Every new arch needs to think about this

  • stability: GNU ld < gold < ld.lld
  • ld64 branch islands

Write headers

  • ELF header
  • program headers: linker scripts can make the placement complex
  • section header table

Copy section contents to output

  • Copy input section contents to output sections
    • The content of a synthetic section needs computing
  • Resolve relocations
  • Compress sections

Other features


Design choices

  • Abstraction to support both ELFCLASS32 and ELFCLASS64: Do symbol/section structs need templates? Do functions need templates?
  • Abstraction to support both little-endian and big-endian (big-endian systems have declined 90% in the last ten years)
  • Support all architectures in one build? gold, ld.lld, and mold do. GNU ld needs -m
  • Support both REL/RELA as input/output for one arch? ld.lld does. GNU ld, gold, and mold don't
  • Global states vs explicit context parameter
  • Portability, platform differences
  • Standalone executable or library

Link-time optimization

  • Report symbol resolution result to the compiler
  • Pass optimization/code generation options to the compiler

Reading list

Videos

  • New LLD linker for ELF    Rui Ueyama, 2016 EuroLLVM
  • What makes LLD so fast?    by Peter Smith, FOSDEM 2019

Books, articles


mold

With multi-threading, why is it faster than ld.lld?

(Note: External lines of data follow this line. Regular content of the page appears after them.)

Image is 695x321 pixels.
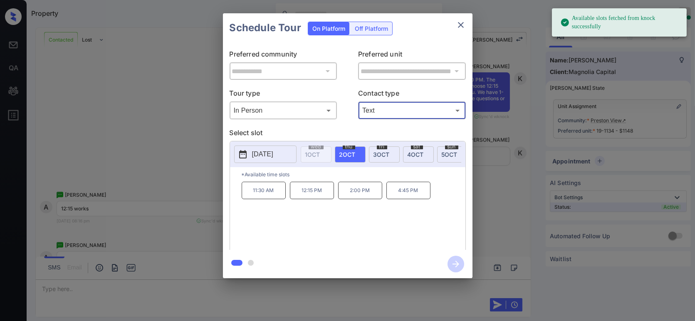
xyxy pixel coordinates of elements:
[308,22,349,35] div: On Platform
[335,146,365,163] div: date-select
[242,182,286,199] p: 11:30 AM
[358,88,466,101] p: Contact type
[437,146,468,163] div: date-select
[358,49,466,62] p: Preferred unit
[441,151,457,158] span: 5 OCT
[234,145,296,163] button: [DATE]
[445,144,458,149] span: sun
[407,151,424,158] span: 4 OCT
[229,49,337,62] p: Preferred community
[338,182,382,199] p: 2:00 PM
[377,144,387,149] span: fri
[290,182,334,199] p: 12:15 PM
[252,149,273,159] p: [DATE]
[350,22,392,35] div: Off Platform
[223,13,308,42] h2: Schedule Tour
[229,88,337,101] p: Tour type
[373,151,390,158] span: 3 OCT
[560,11,680,34] div: Available slots fetched from knock successfully
[403,146,434,163] div: date-select
[242,167,465,182] p: *Available time slots
[232,104,335,117] div: In Person
[343,144,355,149] span: thu
[452,17,469,33] button: close
[442,253,469,275] button: btn-next
[386,182,430,199] p: 4:45 PM
[339,151,355,158] span: 2 OCT
[360,104,463,117] div: Text
[369,146,399,163] div: date-select
[411,144,423,149] span: sat
[229,128,466,141] p: Select slot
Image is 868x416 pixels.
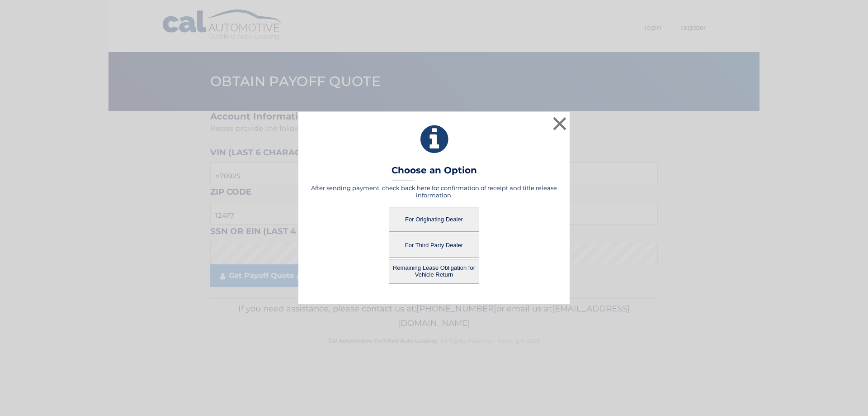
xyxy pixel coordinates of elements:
button: For Third Party Dealer [389,232,479,258]
button: × [551,114,569,132]
button: Remaining Lease Obligation for Vehicle Return [389,259,479,284]
h3: Choose an Option [391,165,477,180]
h5: After sending payment, check back here for confirmation of receipt and title release information. [309,184,558,199]
button: For Originating Dealer [389,207,479,232]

Ordered by my rough estimate of importance:

  • SHF_MERGE duplicate elimination
  • parallel symbol table initialization (major)
  • eager loading of archive members and lazy object files
  • parallel relocation scan
  • faster synthetic sections
  • parallel --gc-sections
  • parallel symbol resolution

I am writing a post why some constraints make it difficult to parallelize passes. Stay tuned!

With landed and pending patches I have made this week, ld.lld --threads={2,4,8} linking tmpfs output seems to be ~11% faster (with debug info and w/o). Without debug info, there is still a large gap.